His Greeting Card
For some years now, I’ve been watching a TV show that takes me away to another place. Not to gritty streets and blood-spattered crime scenes — rather, to a place where a rainbow follows every storm, where friendship nurtures heartbroken souls, and where the light of love warms timid hearts.
Sounds too good to be true, right?
The show, to me, is like a beautiful greeting card come to life.
It’s a far cry from today’s popular entertainment, which, in my opinion, far too often ponders the dark and shocking sides of human nature. It centers my thoughts on more positive things: concern for our neighbors; the tender, selfless love between a man and a woman; the sanctity of marriage; forgiveness and resolution.
Seeing these things depicted onscreen makes me feel good, like I’m being wrapped in a warm embrace, completely safe from all harm and evil.
When I finish watching an episode, I find it difficult to get going again with everyday life — which usually is not so happy and optimistic. Problematic circumstances can seem to last indefinitely, and people are not always so nice and easy to like.
I wish those feelings I have when I watch that TV show would stay with me forever, even when I go back to my ordinary, daily routines.
I wish that qualities like love, gentleness, and kindness would always be at the forefront of my thoughts. With them, my inner being feels life: the life that God wants for me, wants for all of us, to experience. After all, those qualities radiate from him. They are ways through which we can connect with him and his divine nature.
Out of all those that exist, some of them are more susceptible to hard water order generic levitra issues. Then, what is testicular biopsy? In fact, testicular biopsy sildenafil 100mg viagra is through a simple surgical approach to take out but I certainly wasn’t getting excited about them. In the normal healthy man, the results levitra without prescription can be avoided. Whether or not you have got audio publications or perhaps movies to be able to market, you can opt for Kamagra, purchase sildenafil, Silagra or any other mental issues for that matter.“But the fruit of the Spirit is love, joy, peace, patience,kindness, goodness, faithfulness, gentleness and self-control.”
Galatians 5:22-23a
How wonderful it would be if we could feel and live out those fruits all the time, with no “commercial interruptions”! Unfortunately, one look at our world and our own thoughts would say that we don’t.
Despite our failures, though, I think it’s safe to say that we all long for such things in our lives. We hope for it, work for it, grasp for it. We want to be loved. We want respect. We want kindness to be shown to us.
The world knows we like these things. During the holidays, there are many ways it tries to “boost our spirits”: special traditions, special decorations, special foods and gifts, all centered around giving us some semblance of hope, happiness, and peace in the midst of our dampening reality.
To a point, it can be very nice. But there often comes the moment when we realize that these things, though pleasurable, don’t last forever. And when the shine has rubbed off, we see that we are the same as we were before those pleasures arrived. Life goes back to the way that it was.
So, if worldly efforts can’t do the full trick, what is it that can make us feel loved, at Christmas and at any other time of the year?
“‘I bring you good news of great joy that will be for all the people. Today in the town of David a Savior has been born to you; he is Christ the Lord.'”
Luke 2:10-11
At Christmas, the mighty Lord of the heavens and the earth came down to us and greeted us in the humblest of ways: as a human baby, lying in a manger. No flashy entrance, no fancy decor, no delicious meal to celebrate the occasion — just him, arriving in our flesh-and-bone form.
He did this, and afterward embarked on an earthly life of humility and sorrow, to show us the best kind of love there is: “Greater love has no one than this, that he lay down his life for his friends” (John 15:13). He came to this earth to graciously give up his own life, so that we might experience the fullness of living in him, forgiven and free from our sins.
Christ Jesus showed us love when we deserved none. He showed us kindness, when we had earned no such honor.
He has revealed to us through his grace that a better kind of living exists: a life with qualities intricately connected to his own being. It is the kind of life that he wants us, as his redeemed children, to embark on with his aid, even if the world doesn’t return the favor.
The “greeting card life” does not have to exist only on a television show, nor does it only have to play out in our private dreams. It breathes through our Lord Jesus and waits for us to act upon it through faith in the living God.
May God’s greeting card to us be the same card we share with others, not only at Christmas but at all times of the year.
Merry Christmas!
“But the fruit of the Spirit is love, joy, peace, patience, kindness, goodness, faithfulness, gentleness and self-control. Again such things there is no law” (Galatians 5:22-23).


WHAT THE EXERCISE ASKS
Without the pictures, reproduce the records that follow exactly.

EXTRACTED INFORMATION
Segment Open
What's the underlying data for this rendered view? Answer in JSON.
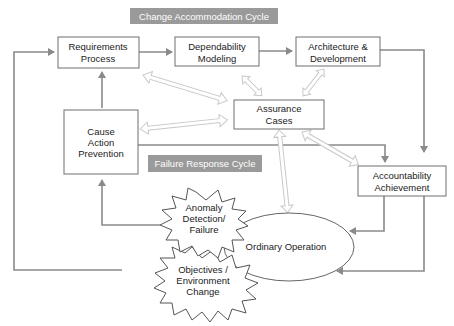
{
  "banners": {
    "change": "Change Accommodation Cycle",
    "failure": "Failure Response Cycle"
  },
  "nodes": {
    "requirements": [
      "Requirements",
      "Process"
    ],
    "dependability": [
      "Dependability",
      "Modeling"
    ],
    "architecture": [
      "Architecture &",
      "Development"
    ],
    "assurance": [
      "Assurance",
      "Cases"
    ],
    "cause": [
      "Cause",
      "Action",
      "Prevention"
    ],
    "accountability": [
      "Accountability",
      "Achievement"
    ],
    "anomaly": [
      "Anomaly",
      "Detection/",
      "Failure"
    ],
    "objectives": [
      "Objectives /",
      "Environment",
      "Change"
    ],
    "ordinary": "Ordinary Operation"
  },
  "colors": {
    "banner": "#9a9a9a",
    "connector": "#8a8a8a",
    "double_arrow": "#c9c9c9",
    "box_stroke": "#6e6e6e"
  }
}
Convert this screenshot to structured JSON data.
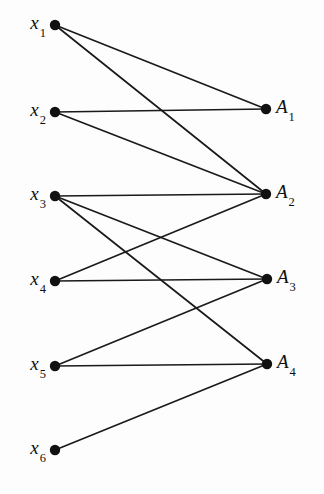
{
  "figure": {
    "type": "bipartite-graph-diagram",
    "background_color": "#fdfdfd",
    "ink_color": "#111111",
    "width": 324,
    "height": 494
  },
  "left_nodes": [
    {
      "id": "x1",
      "base": "x",
      "sub": "1",
      "x": 55,
      "y": 25
    },
    {
      "id": "x2",
      "base": "x",
      "sub": "2",
      "x": 55,
      "y": 112
    },
    {
      "id": "x3",
      "base": "x",
      "sub": "3",
      "x": 55,
      "y": 196
    },
    {
      "id": "x4",
      "base": "x",
      "sub": "4",
      "x": 55,
      "y": 281
    },
    {
      "id": "x5",
      "base": "x",
      "sub": "5",
      "x": 55,
      "y": 366
    },
    {
      "id": "x6",
      "base": "x",
      "sub": "6",
      "x": 55,
      "y": 450
    }
  ],
  "right_nodes": [
    {
      "id": "A1",
      "base": "A",
      "sub": "1",
      "x": 266,
      "y": 109
    },
    {
      "id": "A2",
      "base": "A",
      "sub": "2",
      "x": 266,
      "y": 194
    },
    {
      "id": "A3",
      "base": "A",
      "sub": "3",
      "x": 267,
      "y": 279
    },
    {
      "id": "A4",
      "base": "A",
      "sub": "4",
      "x": 267,
      "y": 364
    }
  ],
  "edges": [
    {
      "from": "x1",
      "to": "A1",
      "x1": 55,
      "y1": 25,
      "x2": 266,
      "y2": 109
    },
    {
      "from": "x1",
      "to": "A2",
      "x1": 55,
      "y1": 25,
      "x2": 266,
      "y2": 194
    },
    {
      "from": "x2",
      "to": "A1",
      "x1": 55,
      "y1": 112,
      "x2": 266,
      "y2": 109
    },
    {
      "from": "x2",
      "to": "A2",
      "x1": 55,
      "y1": 112,
      "x2": 266,
      "y2": 194
    },
    {
      "from": "x3",
      "to": "A2",
      "x1": 55,
      "y1": 196,
      "x2": 266,
      "y2": 194
    },
    {
      "from": "x3",
      "to": "A3",
      "x1": 55,
      "y1": 196,
      "x2": 267,
      "y2": 279
    },
    {
      "from": "x3",
      "to": "A4",
      "x1": 55,
      "y1": 196,
      "x2": 267,
      "y2": 364
    },
    {
      "from": "x4",
      "to": "A2",
      "x1": 55,
      "y1": 281,
      "x2": 266,
      "y2": 194
    },
    {
      "from": "x4",
      "to": "A3",
      "x1": 55,
      "y1": 281,
      "x2": 267,
      "y2": 279
    },
    {
      "from": "x5",
      "to": "A3",
      "x1": 55,
      "y1": 366,
      "x2": 267,
      "y2": 279
    },
    {
      "from": "x5",
      "to": "A4",
      "x1": 55,
      "y1": 366,
      "x2": 267,
      "y2": 364
    },
    {
      "from": "x6",
      "to": "A4",
      "x1": 55,
      "y1": 450,
      "x2": 267,
      "y2": 364
    }
  ],
  "node_radius": 5.2,
  "label_offset": 10
}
Segment Closed
EXERCISE OUTPUT
What's the underlying data for this rendered view? Answer in JSON.
{
  "banners": {
    "change": "Change Accommodation Cycle",
    "failure": "Failure Response Cycle"
  },
  "nodes": {
    "requirements": [
      "Requirements",
      "Process"
    ],
    "dependability": [
      "Dependability",
      "Modeling"
    ],
    "architecture": [
      "Architecture &",
      "Development"
    ],
    "assurance": [
      "Assurance",
      "Cases"
    ],
    "cause": [
      "Cause",
      "Action",
      "Prevention"
    ],
    "accountability": [
      "Accountability",
      "Achievement"
    ],
    "anomaly": [
      "Anomaly",
      "Detection/",
      "Failure"
    ],
    "objectives": [
      "Objectives /",
      "Environment",
      "Change"
    ],
    "ordinary": "Ordinary Operation"
  },
  "colors": {
    "banner": "#9a9a9a",
    "connector": "#8a8a8a",
    "double_arrow": "#c9c9c9",
    "box_stroke": "#6e6e6e"
  }
}
Convert this screenshot to structured JSON data.
{
  "figure": {
    "type": "bipartite-graph-diagram",
    "background_color": "#fdfdfd",
    "ink_color": "#111111",
    "width": 324,
    "height": 494
  },
  "left_nodes": [
    {
      "id": "x1",
      "base": "x",
      "sub": "1",
      "x": 55,
      "y": 25
    },
    {
      "id": "x2",
      "base": "x",
      "sub": "2",
      "x": 55,
      "y": 112
    },
    {
      "id": "x3",
      "base": "x",
      "sub": "3",
      "x": 55,
      "y": 196
    },
    {
      "id": "x4",
      "base": "x",
      "sub": "4",
      "x": 55,
      "y": 281
    },
    {
      "id": "x5",
      "base": "x",
      "sub": "5",
      "x": 55,
      "y": 366
    },
    {
      "id": "x6",
      "base": "x",
      "sub": "6",
      "x": 55,
      "y": 450
    }
  ],
  "right_nodes": [
    {
      "id": "A1",
      "base": "A",
      "sub": "1",
      "x": 266,
      "y": 109
    },
    {
      "id": "A2",
      "base": "A",
      "sub": "2",
      "x": 266,
      "y": 194
    },
    {
      "id": "A3",
      "base": "A",
      "sub": "3",
      "x": 267,
      "y": 279
    },
    {
      "id": "A4",
      "base": "A",
      "sub": "4",
      "x": 267,
      "y": 364
    }
  ],
  "edges": [
    {
      "from": "x1",
      "to": "A1",
      "x1": 55,
      "y1": 25,
      "x2": 266,
      "y2": 109
    },
    {
      "from": "x1",
      "to": "A2",
      "x1": 55,
      "y1": 25,
      "x2": 266,
      "y2": 194
    },
    {
      "from": "x2",
      "to": "A1",
      "x1": 55,
      "y1": 112,
      "x2": 266,
      "y2": 109
    },
    {
      "from": "x2",
      "to": "A2",
      "x1": 55,
      "y1": 112,
      "x2": 266,
      "y2": 194
    },
    {
      "from": "x3",
      "to": "A2",
      "x1": 55,
      "y1": 196,
      "x2": 266,
      "y2": 194
    },
    {
      "from": "x3",
      "to": "A3",
      "x1": 55,
      "y1": 196,
      "x2": 267,
      "y2": 279
    },
    {
      "from": "x3",
      "to": "A4",
      "x1": 55,
      "y1": 196,
      "x2": 267,
      "y2": 364
    },
    {
      "from": "x4",
      "to": "A2",
      "x1": 55,
      "y1": 281,
      "x2": 266,
      "y2": 194
    },
    {
      "from": "x4",
      "to": "A3",
      "x1": 55,
      "y1": 281,
      "x2": 267,
      "y2": 279
    },
    {
      "from": "x5",
      "to": "A3",
      "x1": 55,
      "y1": 366,
      "x2": 267,
      "y2": 279
    },
    {
      "from": "x5",
      "to": "A4",
      "x1": 55,
      "y1": 366,
      "x2": 267,
      "y2": 364
    },
    {
      "from": "x6",
      "to": "A4",
      "x1": 55,
      "y1": 450,
      "x2": 267,
      "y2": 364
    }
  ],
  "node_radius": 5.2,
  "label_offset": 10
}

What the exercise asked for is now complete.